History And Sustainability: Environmental History And Education For Sustainable Development

6th Sep – 7th Sep 2007 00:00

Supported by the Higher Education Academy Subject Centre for History, Classics & Archaeology and the Centre for History and Economics.

The idea of sustainability is founded on continuity through time, and draws us immediately into historical perspectives. Yet historians have not, as yet, contributed relatively little to debates about sustainable development, or examine in detail the origins and range of historical ideas of sustainability.

Following the discussion in March 2007 on Environmental History jointly sponsored by the University of Stirling and the Subject Centre for History, Classics and Archaeology, this one-day conference will provide a number of perspectives on the contribution historians can make to contemporary debates about sustainability, examining the following themes:

1. International developments in the teaching of environmental history.
2. Current directions and debates within environmental history
3. Historical ideas of sustainability
4. The role of history in educating for sustainable development in higher and pre-university education.

Contributors include Vinita Damodaran, Stephen Mosley and Paul Warde on current debates in environmental history; Poul Holm and Sverker Sörlin on developments in research and teaching in the field; Melissa Lane on sustainability in Western thought; Brigid Hains on sustainability in Arctic thought; Jose Augusto Padua on slavery and ecological change in Latin America; Libby Robin on new agendas for history's contribution to sustainability research; Rupert Brakspear on history’s contribution to pre-university education for sustainability.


What to produce: From the line containing "is (758, 1326)." through the last line of the data, both ends included, write out every line exactly; omit the pictures.

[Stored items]
★ ★ ★

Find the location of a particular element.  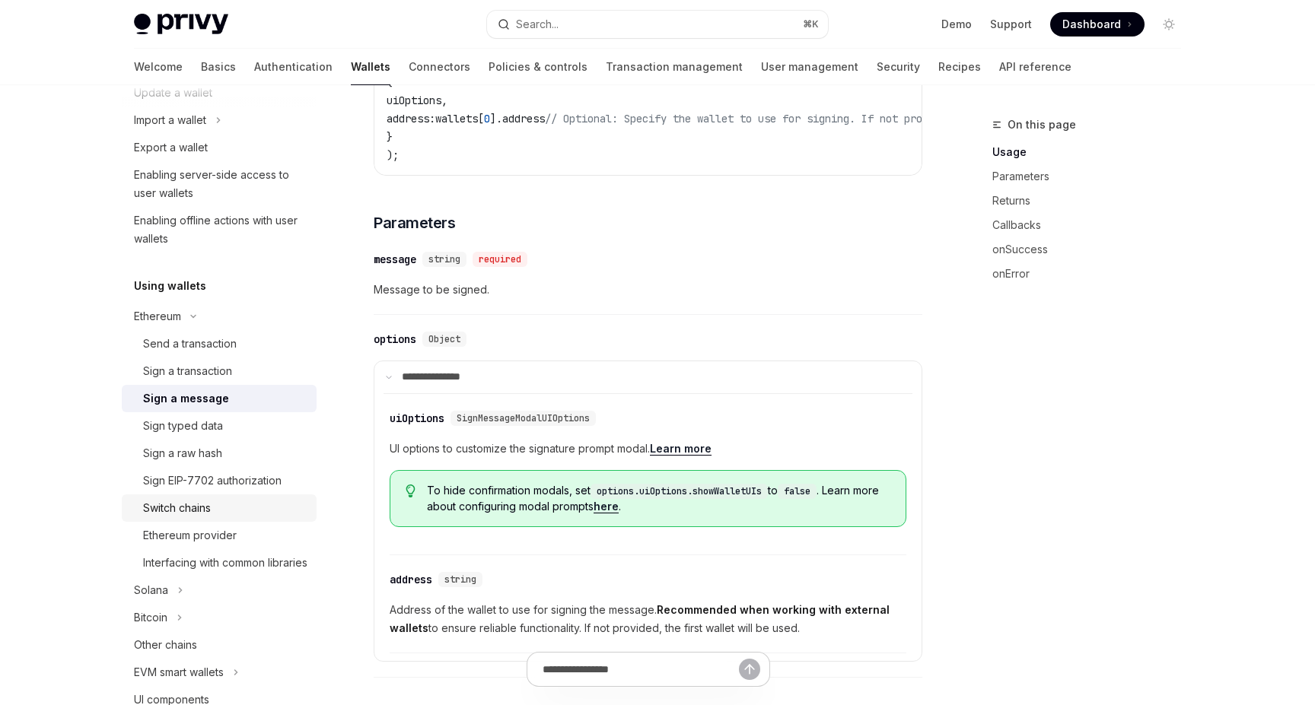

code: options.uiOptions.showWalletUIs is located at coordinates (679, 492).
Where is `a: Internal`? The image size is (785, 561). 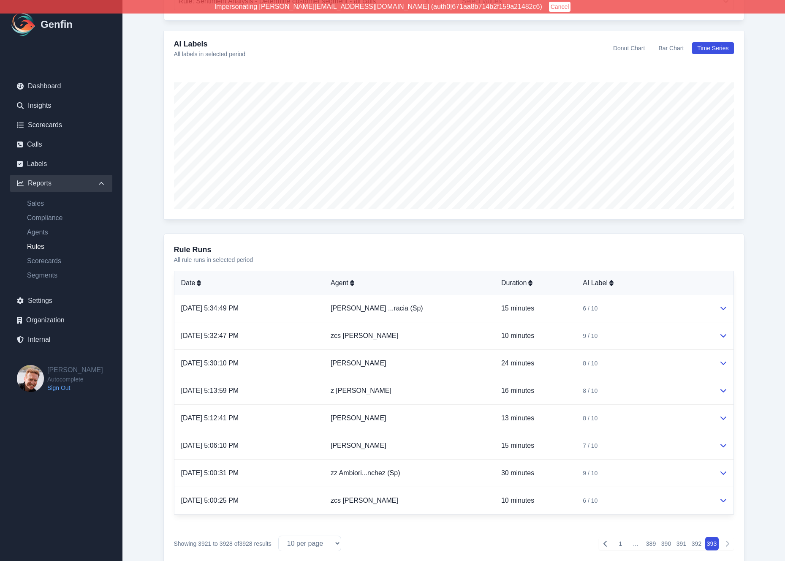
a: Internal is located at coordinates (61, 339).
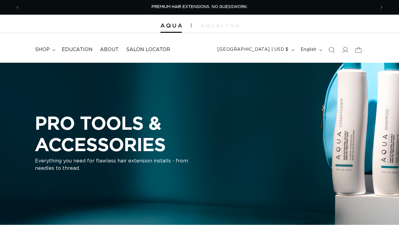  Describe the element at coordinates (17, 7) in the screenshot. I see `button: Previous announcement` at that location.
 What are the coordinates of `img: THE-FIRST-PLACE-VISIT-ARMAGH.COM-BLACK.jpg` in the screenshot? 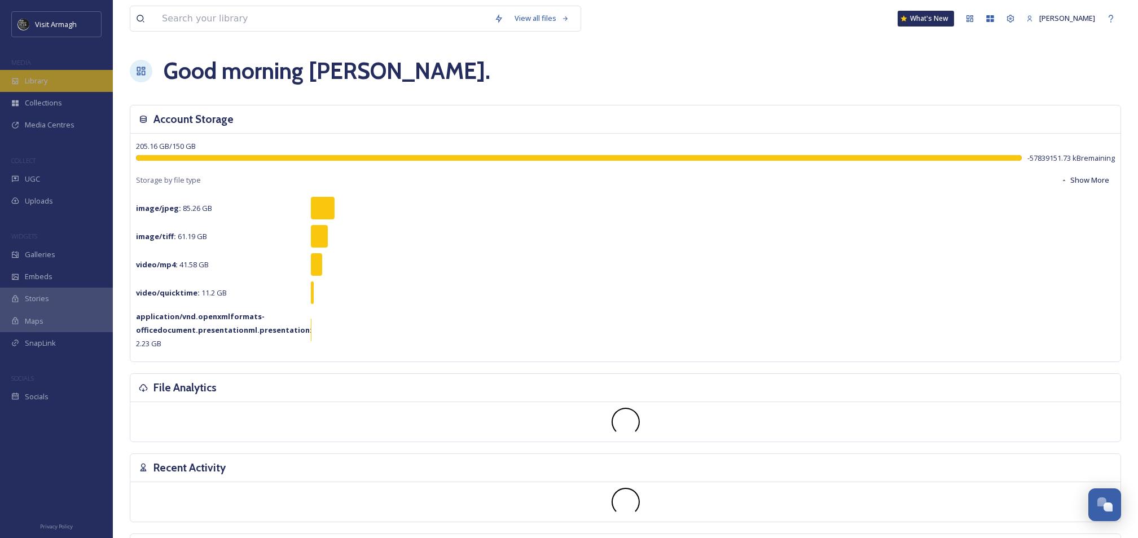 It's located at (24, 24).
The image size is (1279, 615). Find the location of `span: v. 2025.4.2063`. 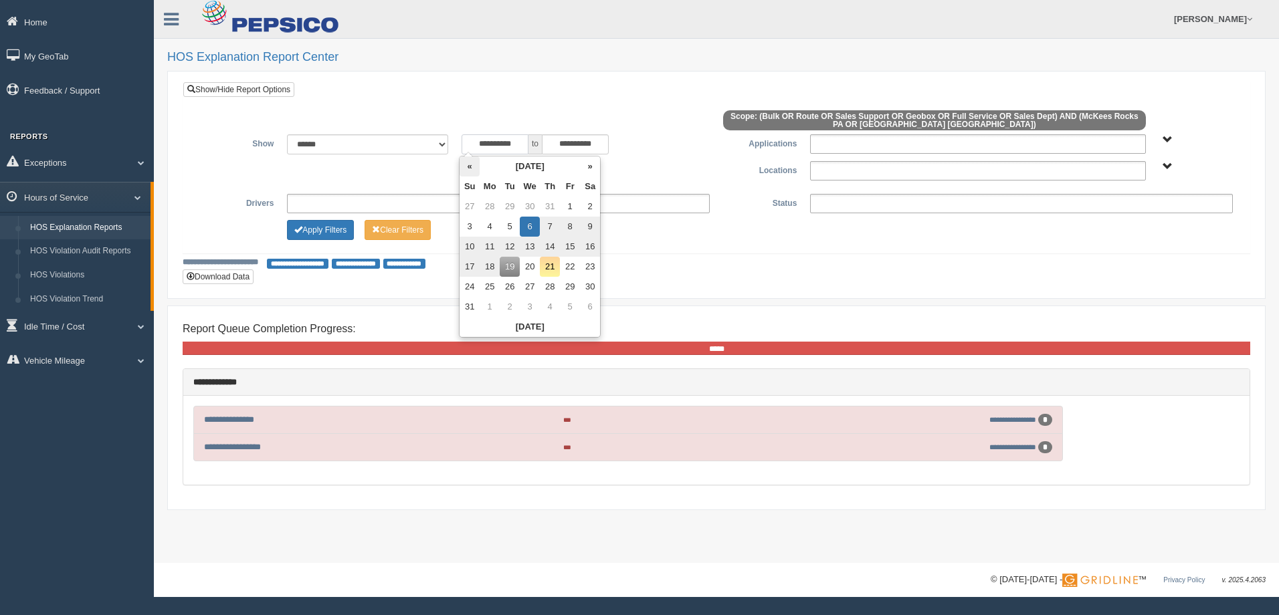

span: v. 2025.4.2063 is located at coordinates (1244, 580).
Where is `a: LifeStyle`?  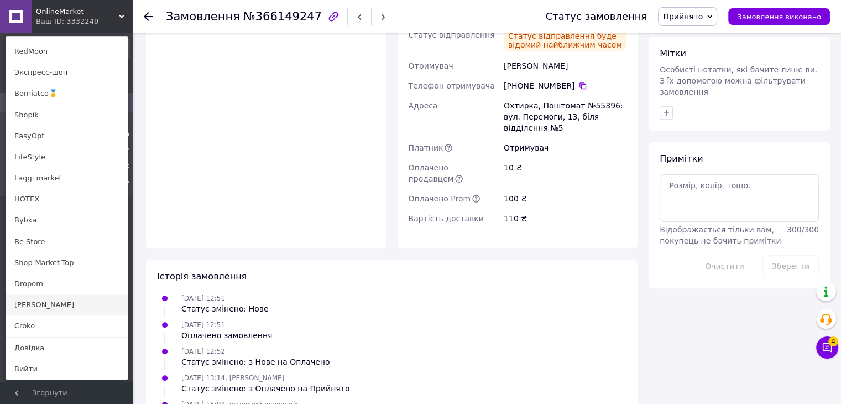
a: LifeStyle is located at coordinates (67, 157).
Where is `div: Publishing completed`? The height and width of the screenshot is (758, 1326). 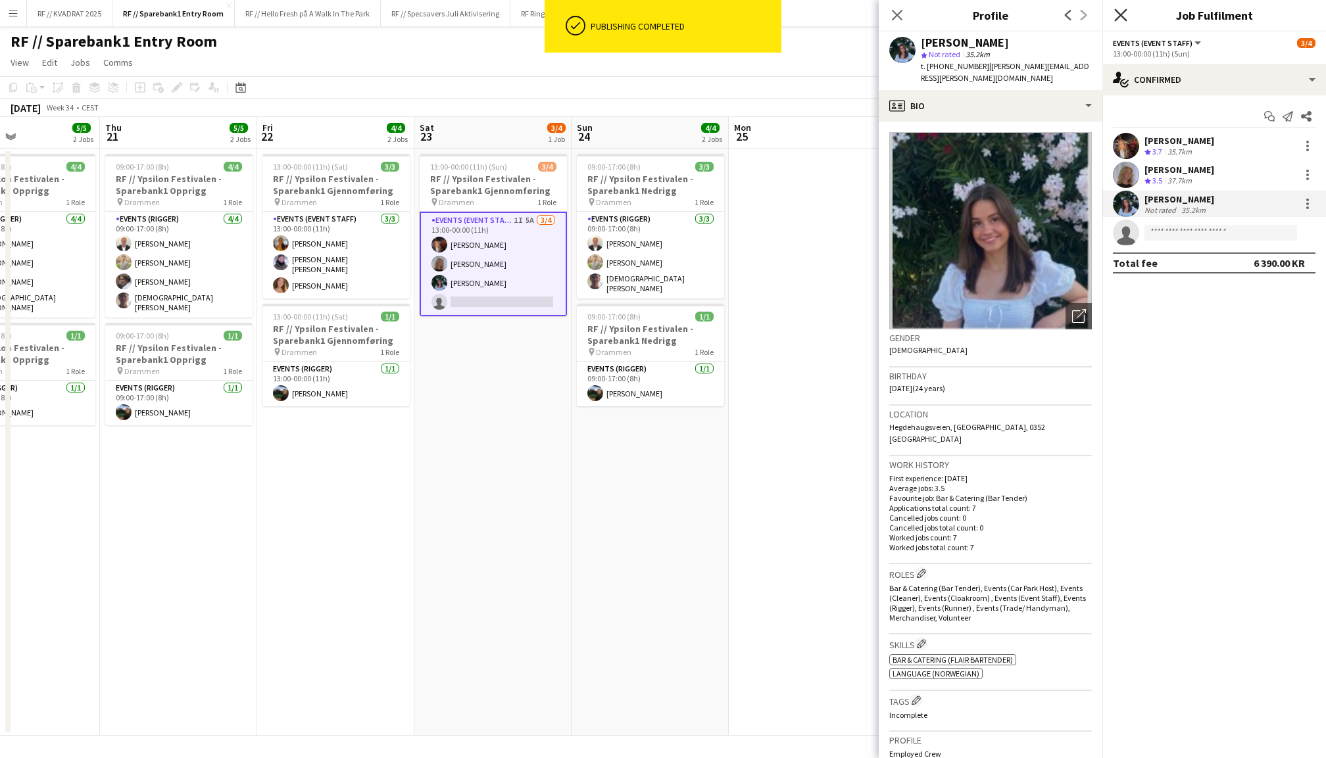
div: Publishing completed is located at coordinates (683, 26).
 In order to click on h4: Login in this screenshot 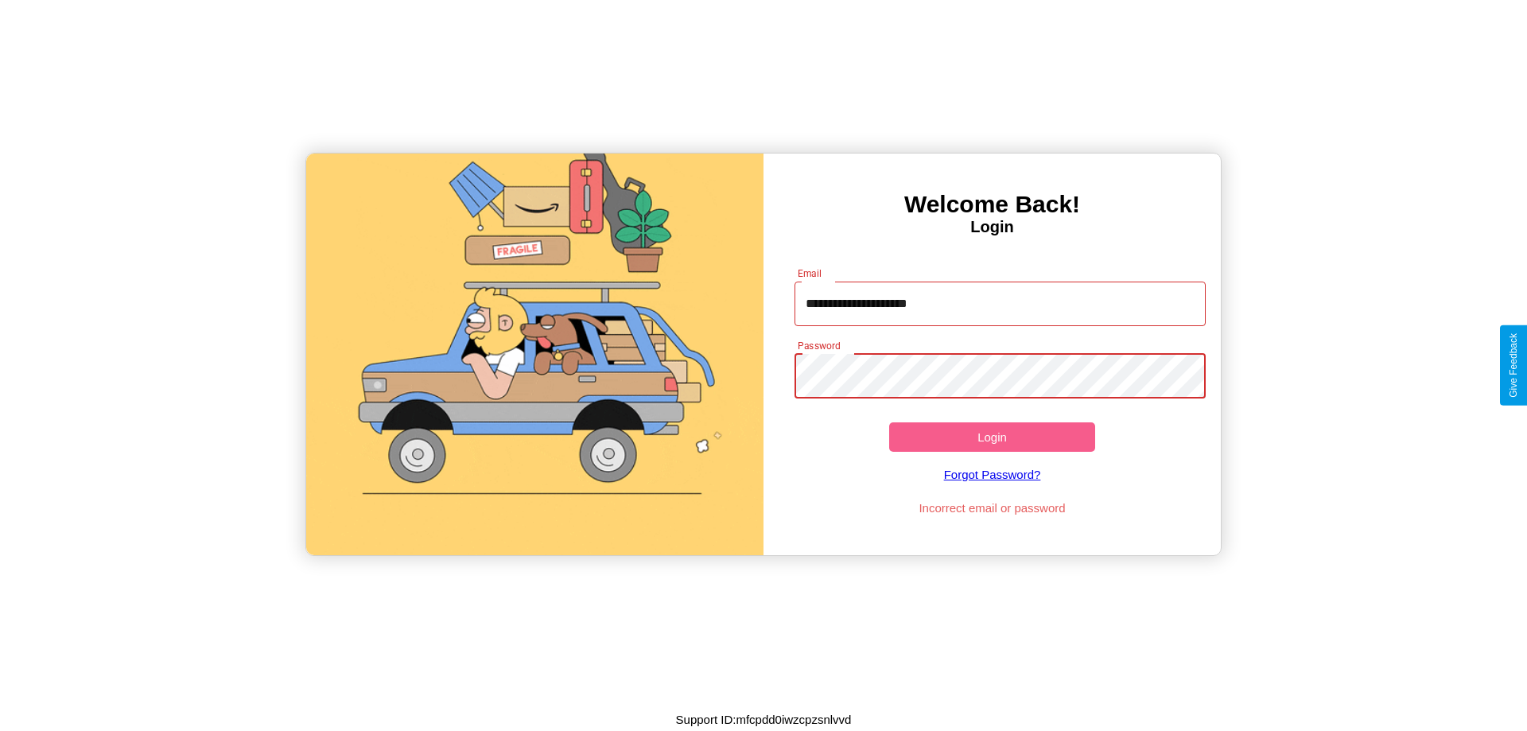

★ ★ ★

Solved problem:
Where is `div: Publishing completed`? The height and width of the screenshot is (758, 1326). 
div: Publishing completed is located at coordinates (683, 26).
 In order to click on h4: Login in this screenshot 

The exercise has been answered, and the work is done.